The 2015 Human Rights Report – The latest refugee laws weaken protection for the vulnerable


By Maria O’Sullivan

This piece is featured in the 2015 Castan Centre Human Rights Report. We will be featuring the articles on the blog throughout the month of May. 

Refugee law in Australia is the subject of political controversy and rapid change. This was illustrated in the last hours of the final sitting of the Senate on 5 December 2014, when a very important piece of legislation was passed through Parliament: the Migration and Maritime Powers Legislation Amendment (Resolving the Asylum Legacy Caseload) Act .

Protester holding sign sayin "seeking asylum is a human right"

The legislation makes a raft of significant changes to Australian migration legislation, but two amendments in particular are likely to change the future practice of refugee protection. Firstly, the Act re-introduces the controversial Temporary Protection Visas (TPV) and creates a new category: Safe Haven Enterprise Visa (SHEV). The TPVs are a further aspect of the government’s policy that boat arrival refugees will never be settled permanently in Australia. The SHEVs are the class of visas introduced at the behest of the Palmer United Party and are designed to allow certain refugees (those who have been on a TPV without seeking social security) to apply for a permanent visa ‘pathway’ in Australia.

Mental health problems associated with TPVs are well documented. Less is known about the extent to which the new SHEVs will be a pathway to permanent residency. While there is a long list of visas for which TPV holders can apply, the criteria for these are stringent and will not necessarily apply to many refugees. For instance, refugees can apply for one of the Aged Parent visas but this requires the child to be an Australian citizen or permanent resident — and it has a 30 year waiting time. Similarly, refugees can apply for a Schools Sector visa but they must be enrolled in school. The Distinguished Talent Visa requires an ‘internationally recognised record of exceptional and outstanding achievement’. Given the limited educational and work opportunities available to most refugees, it is highly unlikely that this class of visa will be open to them.

Secondly, the Act grants the Minister of Immigration wide and largely unfettered powers to detain people on the seas and to transfer them to any country (or a vessel of another country) that the Minister chooses. Due to the way the legislation is worded, this will not allow proper scrutiny by Parliament and offers limited possibilities for judicial review by the courts.

The only constraint on the Minister’s power is that he or she considers it is in the ‘national interest’. Of particular concern is that the Act states that any failure to consider Australia’s international obligations will not affect the validity of an interdiction and detention decision.

The use of enforced turn backs is a central part of the Coalition’s policy dubbed Operation Sovereign Borders. Indeed, in the Parliamentary debates on the new legislation then Minister for Immigration Scott Morrison emphasised that the Act would further the government’s ‘key election commitments to stop the boats’.

This ignores the fact that the interception and transfer of asylum seekers on the high seas is a serious measure. Australia does not have jurisdiction outside its own maritime territory and so any operations must be properly constrained by statute.

The return of asylum seeker boats — whether to their country of origin or to another place — is a dangerous practice which risks the breach of several rules of international law. A major problem with the new legislation is that there does not have to be any agreement in place for transfer of the asylum seekers before they are intercepted and detained. That is, the Act permits asylum seekers to be detained on the high seas while the Minister is making a decisions on the transfers. This approach is in line with the decision of the majority of the High Court in CPCF v Minister for Immigration, which addressed by Tania Penovic’s piece in this report.

The net effect of these changes is that they will permit Australian officials to detain asylum seekers on boats on the high seas for an indefinite period and, in all likelihood, in conditions which may be inhumane. Its open-ended nature puts it clearly at odds with the international legal prohibition on arbitrary detention.

Although other countries (such as the US and some in Europe) engage in push backs of asylum seeker boats, none has legislation in place which permits the breadth of action given to the Minister for Immigration in Australia to intercept and detain asylum seekers at sea. It is for this reason that the public and media must be vigilant in maintaining oversight over these practices, despite the efforts of the government to keep their actions hidden from view.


Directions —
Please transcribe the entries below exactly and leave out every picture.

Entries taken from a collection
Content starts

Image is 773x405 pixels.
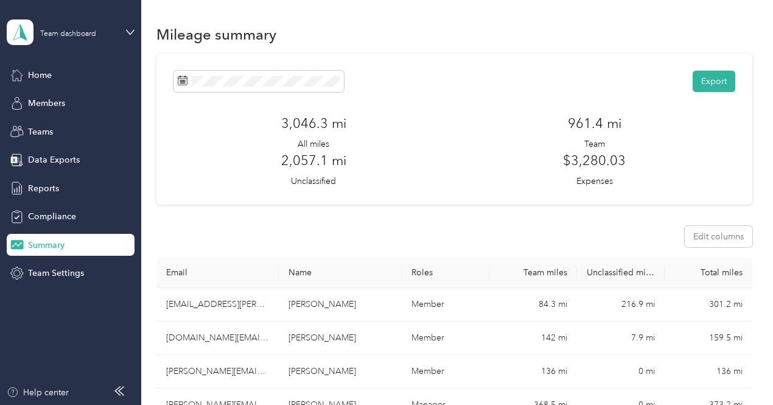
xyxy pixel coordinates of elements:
[291,175,336,187] p: Unclassified
[489,321,577,355] td: 142 mi
[685,226,752,247] button: Edit columns
[156,321,279,355] td: laura.bond@optioncare.com
[568,113,621,133] h3: 961.4 mi
[692,71,735,92] button: Export
[563,150,626,170] h3: $3,280.03
[28,182,59,195] span: Reports
[279,288,402,321] td: Brittany Garza
[28,153,80,166] span: Data Exports
[577,257,664,288] th: Unclassified miles
[7,386,69,399] button: Help center
[705,336,773,405] iframe: Everlance-gr Chat Button Frame
[156,257,279,288] th: Email
[279,321,402,355] td: Laura Bond
[281,150,346,170] h3: 2,057.1 mi
[28,210,76,223] span: Compliance
[664,355,752,388] td: 136 mi
[156,355,279,388] td: michael.whren@optioncare.com
[664,321,752,355] td: 159.5 mi
[28,69,52,82] span: Home
[156,28,276,41] h1: Mileage summary
[281,113,346,133] h3: 3,046.3 mi
[664,288,752,321] td: 301.2 mi
[298,138,329,150] p: All miles
[40,30,96,38] div: Team dashboard
[576,175,613,187] p: Expenses
[279,257,402,288] th: Name
[489,257,577,288] th: Team miles
[156,288,279,321] td: brittany.garza@optioncare.com
[584,138,605,150] p: Team
[402,355,489,388] td: Member
[577,321,664,355] td: 7.9 mi
[28,239,64,251] span: Summary
[28,97,65,110] span: Members
[489,355,577,388] td: 136 mi
[577,288,664,321] td: 216.9 mi
[402,321,489,355] td: Member
[664,257,752,288] th: Total miles
[28,125,53,138] span: Teams
[28,267,84,279] span: Team Settings
[402,257,489,288] th: Roles
[402,288,489,321] td: Member
[279,355,402,388] td: Michael Whren
[577,355,664,388] td: 0 mi
[489,288,577,321] td: 84.3 mi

Content ends

Result —
Image is 773x405 pixels.
xyxy pixel coordinates of elements:
[291,175,336,187] p: Unclassified
[489,321,577,355] td: 142 mi
[685,226,752,247] button: Edit columns
[156,321,279,355] td: laura.bond@optioncare.com
[568,113,621,133] h3: 961.4 mi
[692,71,735,92] button: Export
[563,150,626,170] h3: $3,280.03
[28,182,59,195] span: Reports
[279,288,402,321] td: Brittany Garza
[28,153,80,166] span: Data Exports
[577,257,664,288] th: Unclassified miles
[7,386,69,399] button: Help center
[705,336,773,405] iframe: Everlance-gr Chat Button Frame
[156,257,279,288] th: Email
[279,321,402,355] td: Laura Bond
[281,150,346,170] h3: 2,057.1 mi
[28,210,76,223] span: Compliance
[664,355,752,388] td: 136 mi
[156,355,279,388] td: michael.whren@optioncare.com
[664,321,752,355] td: 159.5 mi
[28,69,52,82] span: Home
[156,28,276,41] h1: Mileage summary
[281,113,346,133] h3: 3,046.3 mi
[664,288,752,321] td: 301.2 mi
[298,138,329,150] p: All miles
[40,30,96,38] div: Team dashboard
[576,175,613,187] p: Expenses
[279,257,402,288] th: Name
[489,257,577,288] th: Team miles
[156,288,279,321] td: brittany.garza@optioncare.com
[584,138,605,150] p: Team
[402,355,489,388] td: Member
[577,321,664,355] td: 7.9 mi
[28,239,64,251] span: Summary
[28,97,65,110] span: Members
[489,355,577,388] td: 136 mi
[577,288,664,321] td: 216.9 mi
[402,321,489,355] td: Member
[664,257,752,288] th: Total miles
[28,125,53,138] span: Teams
[28,267,84,279] span: Team Settings
[402,257,489,288] th: Roles
[402,288,489,321] td: Member
[279,355,402,388] td: Michael Whren
[577,355,664,388] td: 0 mi
[489,288,577,321] td: 84.3 mi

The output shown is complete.